Film Review: Netflix’s ‘Like Father’
By Peter Debruge
LOS ANGELES (Variety.com) – Netflix’s “Like Father” is a generic melodrama starring two likable actors best known for their work on TV, which manages to drag out to nearly two hours the predictable story of a work-obsessed woman (Kristen Bell) who gets dumped at the altar and winds up taking the prepaid honeymoon cruise with her estranged father (Kelsey Grammer) instead of the man she planned to marry. It’s shot in anamorphic widescreen, as if it were intended for the big screen (there’s one shot that justifies the choice), and features bona fide movie star Seth Rogen (who’s hitched to the film’s director, Lauren Miller Rogen), which means that under slightly different circumstances, you could be skipping this movie in theaters rather than on Netflix.
Now hold that thought, because I’m going to change the subject to discuss another movie that, if you do your viewing at home anyway, you might check out instead. Two years ago, another female director, Maren Ade, made a Cannes-selected, Oscar-nominated comedy called “Toni Erdmann,” about an incorrigible practical jokester who was kind of a pain and not at all a great dad. This guy decides he wants to fix things with his overachieving daughter, tagging along on a business trip to Romania and making a general nuisance of himself.
It’s a terrific film, full of outrageous set-pieces and those uncomfortably realistic confrontations that make audiences squirm in their seats. Granted, “Toni Erdmann” is on the long side, a bit shaggy in places, and when I first saw it, I remember thinking: If this movie had been made in Hollywood, the script would be much tighter, but they would lose everything that makes it charming and funny and real. And then it was announced that someone wanted to do a Hollywood remake.
“Like Father” isn’t that project, but it may as well be. Like “Toni Erdmann,” it’s got father-daughter tension, a young woman who may as well be glued to her phone at all times, plenty of situations in which she seems terribly embarrassed by association with her dad, and a finale in which singing karaoke instigates the final reconciliation. It also happens to be dead on arrival: a curiously unfunny collection of obvious scenes (like the one where Dad grabs her phone and tosses it into the waterfall, or when she nixes Jimmy Buffett for their big number, only to have the song play out in full on the soundtrack) with none of the spark or spontaneity that would make them feel real.
Although it’s hard to imagine anyone but Netflix greenlighting such a lackluster screenplay (I imagine 60 pages with the words “Insert hilarious montage here” repeated five or six times throughout), as first features go, this one looks great, so perhaps it will land writer-director Miller Rogen future helming opportunities. This one feels suspiciously like a commercial for Royal Caribbean cruises — can it be a coincidence that the film’s gently teasing sense of humor never outright criticizes the food, or the guests, or the seasickness, or the on-board entertainment, and instead presents it all as the ideal place to put old differences to rest? So, if you like piña coladas, or movies in which severe childhood trauma can be hugged out on an ocean cruise, then you’ll like “Like Father.” For everyone else, skip the imitation and seek out “Toni Erdmann” instead.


» **Work required**
Consider the entries below. Count the lines holding the string "Ranges" and state the number only.
───── Materials provided ─────
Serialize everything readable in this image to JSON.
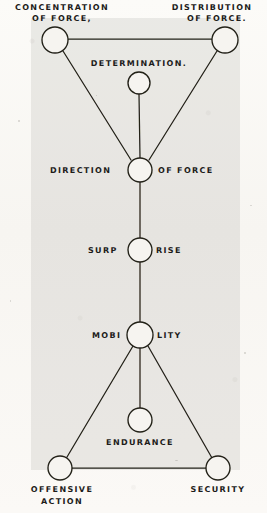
{
  "figure": {
    "title_top_left": "CONCENTRATION\nOF FORCE,",
    "nodes": [
      {
        "id": "concentration-of-force",
        "label_line1": "CONCENTRATION",
        "label_line2": "OF FORCE,",
        "cx": 55,
        "cy": 40,
        "r": 13
      },
      {
        "id": "distribution-of-force",
        "label_line1": "DISTRIBUTION",
        "label_line2": "OF FORCE.",
        "cx": 225,
        "cy": 40,
        "r": 13
      },
      {
        "id": "determination",
        "label": "DETERMINATION.",
        "cx": 139,
        "cy": 83,
        "r": 11
      },
      {
        "id": "direction-of-force",
        "label_left": "DIRECTION",
        "label_right": "OF FORCE",
        "cx": 140,
        "cy": 170,
        "r": 12
      },
      {
        "id": "surprise",
        "label_left": "SURP",
        "label_right": "RISE",
        "cx": 140,
        "cy": 250,
        "r": 12
      },
      {
        "id": "mobility",
        "label_left": "MOBI",
        "label_right": "LITY",
        "cx": 140,
        "cy": 335,
        "r": 13
      },
      {
        "id": "endurance",
        "label": "ENDURANCE",
        "cx": 140,
        "cy": 420,
        "r": 12
      },
      {
        "id": "offensive-action",
        "label_line1": "OFFENSIVE",
        "label_line2": "ACTION",
        "cx": 60,
        "cy": 468,
        "r": 12
      },
      {
        "id": "security",
        "label_line1": "SECURITY",
        "label_line2": "",
        "cx": 218,
        "cy": 468,
        "r": 12
      }
    ],
    "edges": [
      {
        "from": "concentration-of-force",
        "to": "distribution-of-force",
        "kind": "top-bar"
      },
      {
        "from": "concentration-of-force",
        "to": "direction-of-force",
        "kind": "diagonal"
      },
      {
        "from": "distribution-of-force",
        "to": "direction-of-force",
        "kind": "diagonal"
      },
      {
        "from": "determination",
        "to": "direction-of-force",
        "kind": "vertical"
      },
      {
        "from": "direction-of-force",
        "to": "surprise",
        "kind": "vertical"
      },
      {
        "from": "surprise",
        "to": "mobility",
        "kind": "vertical"
      },
      {
        "from": "mobility",
        "to": "endurance",
        "kind": "vertical"
      },
      {
        "from": "mobility",
        "to": "offensive-action",
        "kind": "diagonal"
      },
      {
        "from": "mobility",
        "to": "security",
        "kind": "diagonal"
      },
      {
        "from": "offensive-action",
        "to": "security",
        "kind": "bottom-bar"
      }
    ],
    "colors": {
      "ink": "#1d1c1a",
      "paper": "#fbfaf7",
      "plate_shade": "rgba(150,148,142,0.17)"
    }
  },
  "labels": {
    "concentration_l1": "CONCENTRATION",
    "concentration_l2": "OF FORCE,",
    "distribution_l1": "DISTRIBUTION",
    "distribution_l2": "OF FORCE.",
    "determination": "DETERMINATION.",
    "direction_left": "DIRECTION",
    "direction_right": "OF FORCE",
    "surprise_left": "SURP",
    "surprise_right": "RISE",
    "mobility_left": "MOBI",
    "mobility_right": "LITY",
    "endurance": "ENDURANCE",
    "offensive_l1": "OFFENSIVE",
    "offensive_l2": "ACTION",
    "security": "SECURITY"
  }
}
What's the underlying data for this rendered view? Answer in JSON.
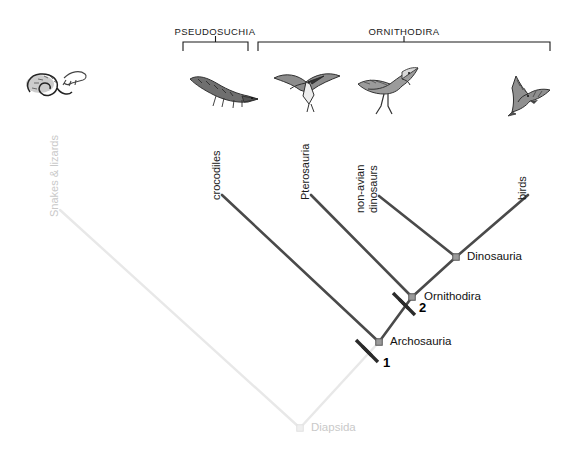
{
  "figure": {
    "type": "cladogram",
    "title": "",
    "background": "#ffffff",
    "branch_color": "#4a4a4a",
    "faded_color": "#e8e8e8",
    "faded_text_color": "#c9c9c9",
    "node_fill": "#9a9a9a",
    "mark_color": "#2b2b2b"
  },
  "brackets": [
    {
      "label": "PSEUDOSUCHIA",
      "x_start": 183,
      "x_end": 248,
      "y": 42,
      "label_x": 215,
      "label_y": 26
    },
    {
      "label": "ORNITHODIRA",
      "x_start": 258,
      "x_end": 550,
      "y": 42,
      "label_x": 404,
      "label_y": 26
    }
  ],
  "tips": [
    {
      "name": "snakes-lizards",
      "label": "Snakes & lizards",
      "lines": [
        "Snakes & lizards"
      ],
      "x": 60,
      "y": 205,
      "faded": true
    },
    {
      "name": "crocodiles",
      "label": "crocodiles",
      "lines": [
        "crocodiles"
      ],
      "x": 222,
      "y": 188,
      "faded": false
    },
    {
      "name": "pterosauria",
      "label": "Pterosauria",
      "lines": [
        "Pterosauria"
      ],
      "x": 311,
      "y": 188,
      "faded": false
    },
    {
      "name": "non-avian-dinosaurs",
      "label": "non-avian dinosaurs",
      "lines": [
        "non-avian",
        "dinosaurs"
      ],
      "x": 379,
      "y": 188,
      "faded": false
    },
    {
      "name": "birds",
      "label": "birds",
      "lines": [
        "birds"
      ],
      "x": 528,
      "y": 188,
      "faded": false
    }
  ],
  "nodes": [
    {
      "name": "diapsida",
      "label": "Diapsida",
      "x": 300,
      "y": 428,
      "label_x": 311,
      "label_y": 421,
      "faded": true
    },
    {
      "name": "archosauria",
      "label": "Archosauria",
      "x": 379,
      "y": 342,
      "label_x": 390,
      "label_y": 335,
      "faded": false
    },
    {
      "name": "ornithodira",
      "label": "Ornithodira",
      "x": 412,
      "y": 297,
      "label_x": 424,
      "label_y": 290,
      "faded": false
    },
    {
      "name": "dinosauria",
      "label": "Dinosauria",
      "x": 456,
      "y": 257,
      "label_x": 467,
      "label_y": 250,
      "faded": false
    }
  ],
  "character_marks": [
    {
      "name": "mark-1",
      "number": "1",
      "x": 367,
      "y": 351,
      "num_x": 383,
      "num_y": 355
    },
    {
      "name": "mark-2",
      "number": "2",
      "x": 404,
      "y": 304,
      "num_x": 419,
      "num_y": 300
    }
  ],
  "branches": [
    {
      "name": "branch-diapsida-to-snakes",
      "from": [
        300,
        428
      ],
      "to": [
        60,
        210
      ],
      "faded": true
    },
    {
      "name": "branch-diapsida-to-archosauria",
      "from": [
        300,
        428
      ],
      "to": [
        379,
        342
      ],
      "faded": true
    },
    {
      "name": "branch-archosauria-to-crocodiles",
      "from": [
        379,
        342
      ],
      "to": [
        222,
        195
      ],
      "faded": false
    },
    {
      "name": "branch-archosauria-to-ornithodira",
      "from": [
        379,
        342
      ],
      "to": [
        412,
        297
      ],
      "faded": false
    },
    {
      "name": "branch-ornithodira-to-pterosauria",
      "from": [
        412,
        297
      ],
      "to": [
        311,
        195
      ],
      "faded": false
    },
    {
      "name": "branch-ornithodira-to-dinosauria",
      "from": [
        412,
        297
      ],
      "to": [
        456,
        257
      ],
      "faded": false
    },
    {
      "name": "branch-dinosauria-to-nonavian",
      "from": [
        456,
        257
      ],
      "to": [
        379,
        196
      ],
      "faded": false
    },
    {
      "name": "branch-dinosauria-to-birds",
      "from": [
        456,
        257
      ],
      "to": [
        528,
        195
      ],
      "faded": false
    }
  ],
  "illustrations": [
    {
      "name": "snake-lizard-illustration",
      "x": 14,
      "y": 58,
      "w": 76,
      "h": 52
    },
    {
      "name": "crocodile-illustration",
      "x": 186,
      "y": 66,
      "w": 74,
      "h": 46
    },
    {
      "name": "pterosaur-illustration",
      "x": 270,
      "y": 62,
      "w": 74,
      "h": 52
    },
    {
      "name": "theropod-dinosaur-illustration",
      "x": 354,
      "y": 58,
      "w": 76,
      "h": 58
    },
    {
      "name": "bird-illustration",
      "x": 498,
      "y": 70,
      "w": 62,
      "h": 48
    }
  ]
}
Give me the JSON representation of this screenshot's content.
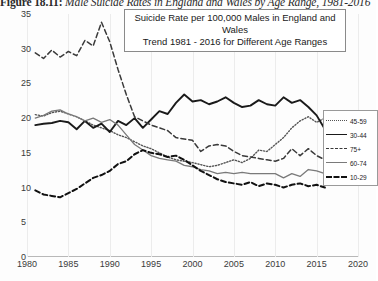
{
  "figure": {
    "caption_label": "Figure 18.11:",
    "caption_text": " Male Suicide Rates in England and Wales by Age Range, 1981-2016"
  },
  "annotation": {
    "line1": "Suicide Rate per 100,000 Males in England and Wales",
    "line2": "Trend 1981 - 2016 for Different Age Ranges"
  },
  "legend": {
    "items": [
      {
        "label": "45-59",
        "style": "dotted",
        "color": "#555555"
      },
      {
        "label": "30-44",
        "style": "solid",
        "color": "#1a1a1a"
      },
      {
        "label": "75+",
        "style": "dashed",
        "color": "#3a3a3a"
      },
      {
        "label": "60-74",
        "style": "solid",
        "color": "#7a7a7a"
      },
      {
        "label": "10-29",
        "style": "dashed",
        "color": "#111111"
      }
    ]
  },
  "chart_data": {
    "type": "line",
    "title": "Suicide Rate per 100,000 Males in England and Wales",
    "subtitle": "Trend 1981 - 2016 for Different Age Ranges",
    "xlabel": "",
    "ylabel": "",
    "xlim": [
      1980,
      2020
    ],
    "ylim": [
      0,
      35
    ],
    "xticks": [
      1980,
      1985,
      1990,
      1995,
      2000,
      2005,
      2010,
      2015,
      2020
    ],
    "yticks": [
      0,
      5,
      10,
      15,
      20,
      25,
      30,
      35
    ],
    "grid": "vertical",
    "legend_position": "right",
    "x": [
      1981,
      1982,
      1983,
      1984,
      1985,
      1986,
      1987,
      1988,
      1989,
      1990,
      1991,
      1992,
      1993,
      1994,
      1995,
      1996,
      1997,
      1998,
      1999,
      2000,
      2001,
      2002,
      2003,
      2004,
      2005,
      2006,
      2007,
      2008,
      2009,
      2010,
      2011,
      2012,
      2013,
      2014,
      2015,
      2016
    ],
    "series": [
      {
        "name": "45-59",
        "style": "dotted",
        "color": "#555555",
        "values": [
          20.5,
          20.3,
          20.8,
          21.0,
          20.6,
          20.2,
          19.6,
          19.0,
          18.6,
          18.2,
          17.6,
          17.2,
          16.6,
          16.0,
          15.6,
          15.0,
          14.4,
          14.0,
          13.8,
          13.6,
          13.3,
          13.0,
          13.2,
          13.6,
          14.0,
          13.6,
          14.2,
          15.4,
          15.2,
          16.2,
          17.2,
          18.6,
          19.6,
          20.2,
          19.4,
          20.0
        ]
      },
      {
        "name": "30-44",
        "style": "solid",
        "color": "#1a1a1a",
        "values": [
          19.0,
          19.2,
          19.3,
          19.6,
          19.4,
          18.4,
          19.6,
          18.6,
          19.2,
          18.0,
          19.6,
          19.0,
          20.0,
          18.6,
          19.8,
          21.0,
          20.6,
          22.2,
          23.4,
          22.4,
          22.6,
          22.0,
          22.4,
          23.0,
          22.2,
          21.6,
          21.8,
          22.6,
          22.0,
          21.8,
          23.0,
          22.2,
          22.6,
          21.6,
          20.4,
          18.4
        ]
      },
      {
        "name": "75+",
        "style": "dashed",
        "color": "#3a3a3a",
        "values": [
          29.4,
          28.6,
          29.8,
          28.8,
          29.6,
          29.0,
          31.2,
          30.4,
          33.8,
          31.0,
          27.0,
          23.4,
          20.2,
          19.6,
          19.0,
          18.6,
          18.2,
          17.2,
          17.0,
          16.8,
          15.2,
          16.0,
          16.2,
          16.0,
          15.2,
          14.6,
          14.4,
          14.2,
          14.0,
          13.8,
          14.2,
          15.6,
          14.6,
          15.6,
          14.6,
          14.0
        ]
      },
      {
        "name": "60-74",
        "style": "solid",
        "color": "#7a7a7a",
        "values": [
          20.0,
          20.4,
          21.0,
          21.2,
          20.6,
          20.2,
          19.6,
          20.0,
          19.4,
          19.8,
          19.0,
          17.6,
          16.2,
          15.4,
          14.6,
          14.2,
          14.0,
          13.8,
          13.2,
          13.0,
          12.6,
          12.4,
          12.0,
          12.2,
          12.0,
          12.2,
          12.0,
          12.0,
          12.0,
          12.0,
          11.4,
          12.0,
          11.6,
          12.6,
          12.4,
          12.0
        ]
      },
      {
        "name": "10-29",
        "style": "dashed",
        "color": "#111111",
        "values": [
          9.6,
          9.0,
          8.8,
          8.6,
          9.2,
          9.8,
          10.6,
          11.4,
          11.8,
          12.4,
          13.4,
          13.8,
          14.8,
          15.4,
          15.0,
          14.8,
          14.4,
          14.6,
          14.0,
          13.2,
          12.4,
          11.8,
          11.2,
          10.8,
          10.6,
          10.4,
          10.8,
          10.2,
          10.6,
          10.4,
          10.0,
          10.4,
          10.6,
          10.2,
          10.4,
          10.0
        ]
      }
    ]
  }
}
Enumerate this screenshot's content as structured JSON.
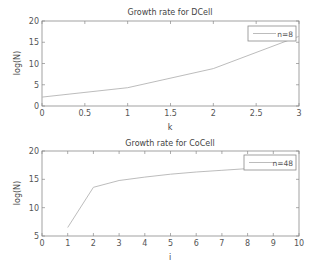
{
  "chart_data": [
    {
      "type": "line",
      "title": "Growth rate for DCell",
      "xlabel": "k",
      "ylabel": "log(N)",
      "xlim": [
        0,
        3
      ],
      "ylim": [
        0,
        20
      ],
      "xticks": [
        0,
        0.5,
        1,
        1.5,
        2,
        2.5,
        3
      ],
      "xtick_labels": [
        "0",
        "0.5",
        "1",
        "1.5",
        "2",
        "2.5",
        "3"
      ],
      "yticks": [
        0,
        5,
        10,
        15,
        20
      ],
      "ytick_labels": [
        "0",
        "5",
        "10",
        "15",
        "20"
      ],
      "grid": false,
      "legend_position": "upper right",
      "series": [
        {
          "name": "n=8",
          "color": "#b4b4b4",
          "x": [
            0,
            1,
            2,
            3
          ],
          "values": [
            2.1,
            4.3,
            8.8,
            16.4
          ]
        }
      ],
      "frame": {
        "left": 42,
        "top": 21,
        "right": 299,
        "bottom": 106
      },
      "legend_box": {
        "x": 248,
        "y": 26,
        "w": 48,
        "h": 15
      },
      "title_pos": {
        "x": 170,
        "y": 15
      },
      "xlabel_pos": {
        "x": 170,
        "y": 130
      },
      "ylabel_pos": {
        "x": 20,
        "y": 63
      }
    },
    {
      "type": "line",
      "title": "Growth rate for CoCell",
      "xlabel": "i",
      "ylabel": "log(N)",
      "xlim": [
        0,
        10
      ],
      "ylim": [
        5,
        20
      ],
      "xticks": [
        0,
        1,
        2,
        3,
        4,
        5,
        6,
        7,
        8,
        9,
        10
      ],
      "xtick_labels": [
        "0",
        "1",
        "2",
        "3",
        "4",
        "5",
        "6",
        "7",
        "8",
        "9",
        "10"
      ],
      "yticks": [
        5,
        10,
        15,
        20
      ],
      "ytick_labels": [
        "5",
        "10",
        "15",
        "20"
      ],
      "grid": false,
      "legend_position": "upper right",
      "series": [
        {
          "name": "n=48",
          "color": "#b4b4b4",
          "x": [
            1,
            2,
            3,
            4,
            5,
            6,
            7,
            8
          ],
          "values": [
            6.5,
            13.6,
            14.8,
            15.4,
            15.9,
            16.3,
            16.6,
            16.9
          ]
        }
      ],
      "frame": {
        "left": 42,
        "top": 151,
        "right": 299,
        "bottom": 236
      },
      "legend_box": {
        "x": 244,
        "y": 155,
        "w": 52,
        "h": 15
      },
      "title_pos": {
        "x": 170,
        "y": 146
      },
      "xlabel_pos": {
        "x": 170,
        "y": 260
      },
      "ylabel_pos": {
        "x": 20,
        "y": 193
      }
    }
  ]
}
─────
» **The answer**
2